Canterbury Park approved for 51-day 2026 racing season
Canterbury Park kept a 51-day footprint for 2026, with $1.1 million in stakes and named allowances and the Northern Stars Turf Festival set for June 27.

Canterbury Park locked in a 51-day 2026 live racing season after the Minnesota Racing Commission approved the dates with unanimous support, keeping the Shakopee track on a summer schedule from May 23 through Sept. 19. Live racing will run on Thursdays, Saturdays and Sundays, with a prior request also calling for Monday, May 25 and Saturday, July 4, including a 1:00 PM post time on Independence Day.
The approval matters because the meet length is the clearest signal Canterbury can send to horsemen and horseplayers about what kind of circuit Minnesota will support. A 51-day calendar gives trainers a fixed runway to place claiming horses, allowance runners and stakes horses, line up stalls and map out condition-book targets without guessing whether the meet will shrink or stretch late in the year. It also gives bettors a cleaner frame for spotting when the deeper fields, stronger barns and premium stakes cards are likely to arrive.

This was not a growth story so much as a maintenance story.
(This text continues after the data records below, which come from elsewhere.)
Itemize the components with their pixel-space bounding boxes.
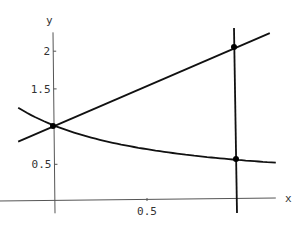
chart-svg: 0.50.51.52 x y bbox=[0, 0, 304, 226]
y-tick-label: 1.5 bbox=[31, 83, 51, 96]
y-tick-label: 0.5 bbox=[32, 158, 52, 171]
x-axis-line bbox=[0, 198, 276, 201]
axis-labels: x y bbox=[46, 14, 292, 205]
x-axis-label: x bbox=[285, 192, 292, 205]
vertical-line bbox=[234, 28, 237, 213]
y-axis-label: y bbox=[46, 14, 53, 27]
y-axis-line bbox=[53, 32, 55, 213]
x-tick-label: 0.5 bbox=[137, 205, 157, 218]
intersection-point bbox=[231, 44, 237, 50]
chart-container: 0.50.51.52 x y bbox=[0, 0, 304, 226]
intersection-point bbox=[233, 156, 239, 162]
decreasing-curve bbox=[18, 108, 276, 163]
y-tick-label: 2 bbox=[44, 45, 51, 58]
curves bbox=[18, 28, 276, 213]
intersection-point bbox=[50, 123, 56, 129]
intersection-points bbox=[50, 44, 239, 162]
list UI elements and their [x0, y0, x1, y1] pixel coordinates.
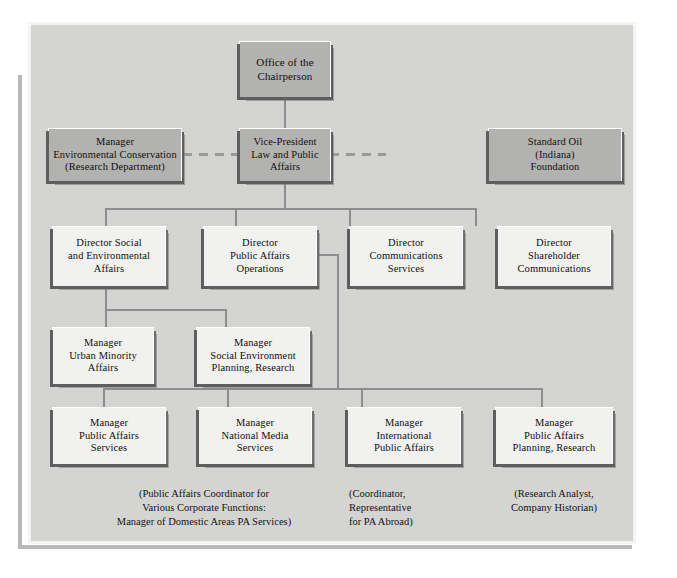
- node-director-shareholder-communications[interactable]: Director Shareholder Communications: [497, 226, 611, 287]
- node-line-1: Manager: [221, 417, 288, 430]
- connector-level3-bus: [105, 208, 477, 210]
- node-line-2: Social Environment: [210, 350, 296, 363]
- node-line-1: Office of the: [256, 56, 313, 69]
- connector-vp-drop: [284, 183, 286, 208]
- node-line-3: Operations: [230, 263, 290, 276]
- node-line-3: Services: [369, 263, 442, 276]
- node-manager-public-affairs-services[interactable]: Manager Public Affairs Services: [52, 407, 166, 465]
- node-director-public-affairs-operations[interactable]: Director Public Affairs Operations: [203, 226, 317, 287]
- node-line-1: Vice-President: [251, 136, 318, 149]
- chart-panel: Office of the Chairperson Manager Enviro…: [28, 22, 636, 544]
- node-line-3: Services: [79, 442, 139, 455]
- node-line-2: Public Affairs: [79, 430, 139, 443]
- connector-drop-dir-social: [105, 208, 107, 226]
- node-director-communications-services[interactable]: Director Communications Services: [349, 226, 463, 287]
- footnote-line-2: Various Corporate Functions:: [79, 501, 329, 515]
- node-line-1: Manager: [374, 417, 434, 430]
- node-director-social-and-environmental-affairs[interactable]: Director Social and Environmental Affair…: [52, 226, 166, 287]
- node-manager-international-public-affairs[interactable]: Manager International Public Affairs: [347, 407, 461, 465]
- connector-drop-dir-shareholder: [475, 208, 477, 226]
- footnote-coordinator-representative: (Coordinator, Representative for PA Abro…: [349, 487, 459, 530]
- panel-shadow-bottom: [18, 545, 632, 549]
- node-line-2: Shareholder: [517, 250, 590, 263]
- node-line-1: Standard Oil: [528, 136, 583, 149]
- node-line-2: National Media: [221, 430, 288, 443]
- node-line-1: Director Social: [68, 237, 150, 250]
- node-line-3: Public Affairs: [374, 442, 434, 455]
- node-line-1: Manager: [53, 136, 177, 149]
- connector-drop-mgr-pa-services: [103, 388, 105, 407]
- footnote-public-affairs-coordinator: (Public Affairs Coordinator for Various …: [79, 487, 329, 530]
- node-line-2: International: [374, 430, 434, 443]
- node-line-2: and Environmental: [68, 250, 150, 263]
- connector-drop-dir-comm: [349, 208, 351, 226]
- footnote-line-1: (Coordinator,: [349, 487, 459, 501]
- connector-drop-mgr-urban: [105, 309, 107, 327]
- footnote-line-1: (Research Analyst,: [491, 487, 617, 501]
- node-manager-public-affairs-planning-research[interactable]: Manager Public Affairs Planning, Researc…: [495, 407, 613, 465]
- footnote-line-3: Manager of Domestic Areas PA Services): [79, 515, 329, 529]
- node-manager-national-media-services[interactable]: Manager National Media Services: [198, 407, 312, 465]
- node-line-1: Director: [369, 237, 442, 250]
- connector-drop-dir-pa-ops: [235, 208, 237, 226]
- node-standard-oil-indiana-foundation[interactable]: Standard Oil (Indiana) Foundation: [488, 128, 622, 182]
- footnote-line-3: for PA Abroad): [349, 515, 459, 529]
- connector-drop-mgr-national-media: [227, 388, 229, 407]
- node-line-2: Chairperson: [256, 70, 313, 83]
- node-office-of-the-chairperson[interactable]: Office of the Chairperson: [239, 41, 331, 98]
- connector-drop-mgr-social-env: [225, 309, 227, 327]
- node-line-2: Environmental Conservation: [53, 149, 177, 162]
- node-line-1: Director: [517, 237, 590, 250]
- node-line-3: Affairs: [68, 263, 150, 276]
- footnote-research-analyst: (Research Analyst, Company Historian): [491, 487, 617, 515]
- connector-drop-mgr-international: [361, 388, 363, 407]
- footnote-line-1: (Public Affairs Coordinator for: [79, 487, 329, 501]
- node-manager-social-environment-planning-research[interactable]: Manager Social Environment Planning, Res…: [196, 327, 310, 385]
- panel-shadow-left: [18, 75, 22, 549]
- node-line-3: Services: [221, 442, 288, 455]
- connector-dir-social-drop: [105, 287, 107, 309]
- footnote-line-2: Representative: [349, 501, 459, 515]
- node-line-2: (Indiana): [528, 149, 583, 162]
- node-line-3: (Research Department): [53, 161, 177, 174]
- connector-pa-ops-elbow-v: [337, 254, 339, 388]
- node-line-2: Law and Public: [251, 149, 318, 162]
- footnote-line-2: Company Historian): [491, 501, 617, 515]
- node-line-3: Foundation: [528, 161, 583, 174]
- node-line-1: Director: [230, 237, 290, 250]
- node-line-1: Manager: [210, 337, 296, 350]
- node-line-3: Communications: [517, 263, 590, 276]
- node-line-1: Manager: [69, 337, 137, 350]
- node-vice-president-law-and-public-affairs[interactable]: Vice-President Law and Public Affairs: [239, 128, 331, 182]
- node-manager-environmental-conservation[interactable]: Manager Environmental Conservation (Rese…: [48, 128, 182, 182]
- node-line-3: Planning, Research: [210, 362, 296, 375]
- node-line-2: Urban Minority: [69, 350, 137, 363]
- node-manager-urban-minority-affairs[interactable]: Manager Urban Minority Affairs: [52, 327, 154, 385]
- node-line-3: Affairs: [69, 362, 137, 375]
- node-line-2: Public Affairs: [513, 430, 596, 443]
- connector-level5-bus: [103, 388, 543, 390]
- node-line-3: Planning, Research: [513, 442, 596, 455]
- node-line-1: Manager: [79, 417, 139, 430]
- node-line-1: Manager: [513, 417, 596, 430]
- org-chart-root: Office of the Chairperson Manager Enviro…: [0, 0, 677, 578]
- connector-drop-mgr-pa-planning: [541, 388, 543, 407]
- connector-level4-bus: [105, 309, 227, 311]
- node-line-3: Affairs: [251, 161, 318, 174]
- node-line-2: Public Affairs: [230, 250, 290, 263]
- node-line-2: Communications: [369, 250, 442, 263]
Canterbury’s 2023 meet was approved for 54 days, from May 27 through Sept. 16, and its 2025 proposal also called for 51 days, from May 24 through Sept. 20. The 2026 approval keeps the track at that same level of live-racing opportunity, preserving the current footprint rather than expanding it.

The purse structure is built to match that schedule. Canterbury said its 2026 Thoroughbred stakes slate will include 23 stakes and named allowances worth $1.1 million in purses, a package that should help keep entries moving through the summer and give horsemen defined targets for the better stock. The Northern Stars Turf Festival is set for Saturday, June 27, and will feature four turf stakes: the Lady Canterbury, Canterbury Derby, Brooks Fields Stakes and Curtis Sampson Oaks.

The Curtis Sampson Oaks is one of the cleaner signs that Canterbury is trying to sharpen its stakes program inside the existing meet. The race moves up to stakes status in 2026 with a $50,000 purse after previously being run as a $30,000 allowance, adding another mid-meet stake day to a calendar that already depends on a steady supply of horses and consistent wagering interest.

That consistency is the real point of the approval. Canterbury is not suddenly becoming a bigger meet, but it is keeping a workable summer circuit intact, and in a regional market that depends on live racing, simulcasting and a healthy on-track crowd, that stability is the product.